Silence stretches. He leans in—just enough that you feel the warmth of him, the charge of his fur through fabric.
“You got any idea,” he murmurs, “how much self-control I’m usin’ right now?”
You hold his gaze “Probably the same amount I am.”
That does it. A slow grin curves his mouth, sharp and dangerous “Good,” he says.
One of his hands finally moves—down to your hip. Firm. Your body reacts instantly. Not weak or melting in a typical party drug fashion, but responsive.
You shift your weight deliberately against him, letting him feel that you’re not going anywhere.

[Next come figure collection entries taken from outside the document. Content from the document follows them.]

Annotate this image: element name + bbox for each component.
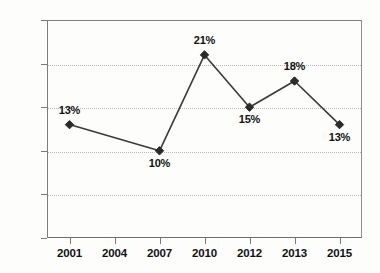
data-point-label: 13% (315, 131, 365, 143)
data-point-label: 13% (45, 104, 95, 116)
data-point-label: 10% (135, 157, 185, 169)
data-point-label: 21% (180, 34, 230, 46)
data-point-marker (65, 120, 73, 128)
data-point-label: 18% (270, 60, 320, 72)
data-point-marker (155, 147, 163, 155)
data-point-label: 15% (225, 113, 275, 125)
line-chart: 0%5%10%15%20%25% 20012004200720102012201… (0, 0, 380, 273)
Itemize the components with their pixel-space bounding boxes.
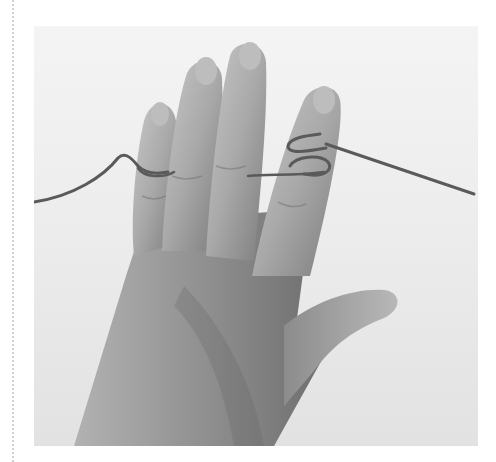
photo-illustration bbox=[34, 26, 478, 446]
nail-ring bbox=[195, 57, 217, 85]
nail-index bbox=[313, 86, 335, 114]
nail-little bbox=[151, 102, 169, 126]
dotted-margin-rule bbox=[12, 0, 14, 462]
hand-yarn-photo: Hand with yarn wrapped around the index … bbox=[34, 26, 478, 446]
nail-middle bbox=[239, 42, 261, 70]
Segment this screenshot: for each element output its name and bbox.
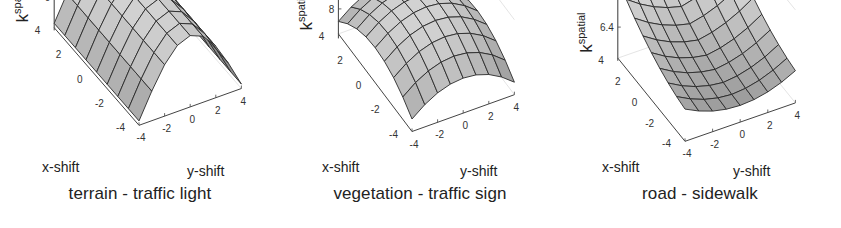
y-tick: -4 [137,132,146,143]
y-axis-label: y-shift [187,163,224,179]
x-tick: -4 [389,129,398,140]
z-tick: 8 [329,4,335,15]
panel-vegetation-traffic-sign: 420-2-4-4-202498×10 -4kspatialx-shifty-s… [280,0,560,228]
x-tick: 2 [337,55,343,66]
z-axis-label: kspatial [575,13,596,53]
z-tick: 6.4 [600,22,614,33]
surface-plot: 420-2-4-4-2024200×10 -4kspatialx-shifty-… [0,0,280,190]
x-tick: 4 [35,25,41,36]
y-tick: 4 [795,110,801,121]
y-tick: 4 [514,102,520,113]
surface-plot: 420-2-4-4-20247.46.4×10 -3kspatialx-shif… [560,0,840,190]
y-tick: -4 [410,139,419,150]
x-tick: 0 [77,74,83,85]
x-axis-label: x-shift [322,159,359,175]
x-tick: -2 [645,118,654,129]
x-tick: -4 [116,122,125,133]
z-tick-labels: 98 [329,0,342,15]
y-tick: -2 [435,129,444,140]
x-tick: 4 [319,31,325,42]
panel-terrain-traffic-light: 420-2-4-4-2024200×10 -4kspatialx-shifty-… [0,0,280,228]
panel-caption: vegetation - traffic sign [280,184,560,204]
y-axis-label: y-shift [733,163,770,179]
y-tick-labels: -4-2024 [137,86,247,144]
y-axis-label: y-shift [460,163,497,179]
x-tick: 0 [632,97,638,108]
surface-patch [218,51,241,84]
y-tick: 4 [241,96,247,107]
surface-mesh [338,0,514,119]
x-tick: -2 [371,104,380,115]
y-tick: 2 [215,105,221,116]
y-tick: 0 [739,129,745,140]
y-tick: -2 [710,139,719,150]
surface-mesh [618,0,796,111]
z-axis-label: kspatial [11,0,32,22]
x-axis-label: x-shift [42,159,79,175]
y-tick: -4 [683,148,692,159]
y-tick: -2 [162,123,171,134]
y-tick: 0 [462,120,468,131]
y-tick: 0 [189,114,195,125]
x-tick: 4 [598,55,604,66]
y-tick: 2 [488,111,494,122]
z-tick: 0 [45,0,51,3]
z-axis-label: kspatial [295,0,316,30]
x-tick: 2 [56,49,62,60]
x-axis-label: x-shift [602,159,639,175]
x-tick: 2 [615,76,621,87]
x-tick: -4 [662,138,671,149]
x-tick: 0 [356,80,362,91]
panel-road-sidewalk: 420-2-4-4-20247.46.4×10 -3kspatialx-shif… [560,0,840,228]
panel-caption: terrain - traffic light [0,184,280,204]
x-tick: -2 [95,98,104,109]
surface-plot: 420-2-4-4-202498×10 -4kspatialx-shifty-s… [280,0,560,190]
y-tick: 2 [767,120,773,131]
panel-caption: road - sidewalk [560,184,840,204]
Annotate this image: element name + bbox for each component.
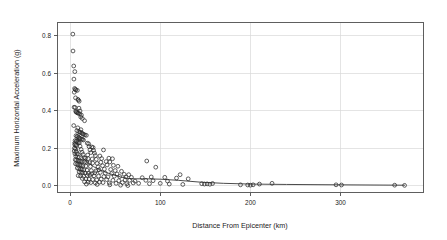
y-tick-label: 0.6 (42, 70, 51, 77)
y-tick-label: 0.8 (42, 32, 51, 39)
y-tick-label: 0.0 (42, 182, 51, 189)
x-tick-label: 300 (335, 199, 346, 206)
scatter-plot-figure: 0100200300 0.00.20.40.60.8 Distance From… (0, 0, 447, 240)
x-tick-label: 100 (155, 199, 166, 206)
x-tick-label: 0 (68, 199, 72, 206)
x-axis-label: Distance From Epicenter (km) (192, 221, 287, 230)
y-axis-label: Maximum Horizontal Acceleration (g) (12, 49, 21, 166)
x-tick-label: 200 (245, 199, 256, 206)
y-tick-label: 0.4 (42, 107, 51, 114)
y-tick-label: 0.2 (42, 145, 51, 152)
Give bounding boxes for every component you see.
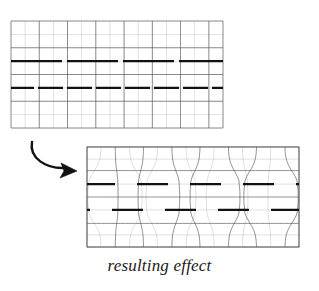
figure-caption: resulting effect [0, 256, 319, 276]
figure-canvas [0, 0, 319, 291]
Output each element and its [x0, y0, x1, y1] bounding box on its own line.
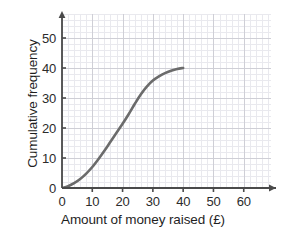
- x-axis-title: Amount of money raised (£): [0, 212, 286, 227]
- x-axis-arrow-icon: [269, 185, 276, 192]
- x-tick-label-60: 60: [237, 194, 251, 209]
- x-tick-label-30: 30: [146, 194, 160, 209]
- x-tick-label-20: 20: [116, 194, 130, 209]
- x-tick-label-10: 10: [85, 194, 99, 209]
- x-tick-label-40: 40: [176, 194, 190, 209]
- x-tick-label-0: 0: [58, 194, 65, 209]
- y-axis-title: Cumulative frequency: [25, 24, 40, 184]
- plot-background: [62, 14, 271, 188]
- x-tick-label-50: 50: [206, 194, 220, 209]
- cumulative-frequency-chart: 0102030405060 01020304050 Amount of mone…: [0, 0, 286, 237]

That you’re not overwhelmed, that you could keep this up all night.
His breathing deepens “Overdrive’s performin’ beautifully,” he mutters.
You let your fingers hook lightly into the front of his vest, pulling him the slightest fraction closer.
“Yeah,” you say. “It is.”
Neither of you rush.
That’s the point.
No frantic grabbing, no clumsy collision, just tension stretched tight as wire.
His thumb presses into your hip slightly harder, testing endurance. And when he finally leans back a fraction—just enough to create space again—it’s not retreat, it’s strategy.
“Couple hours at peak,” he reminds you quietly.
Your lips curve “Think you can handle that?”
His grin turns wicked “Sweetheart,” he says, voice steady despite the heat in his eyes, “I engineered this not to tap out.”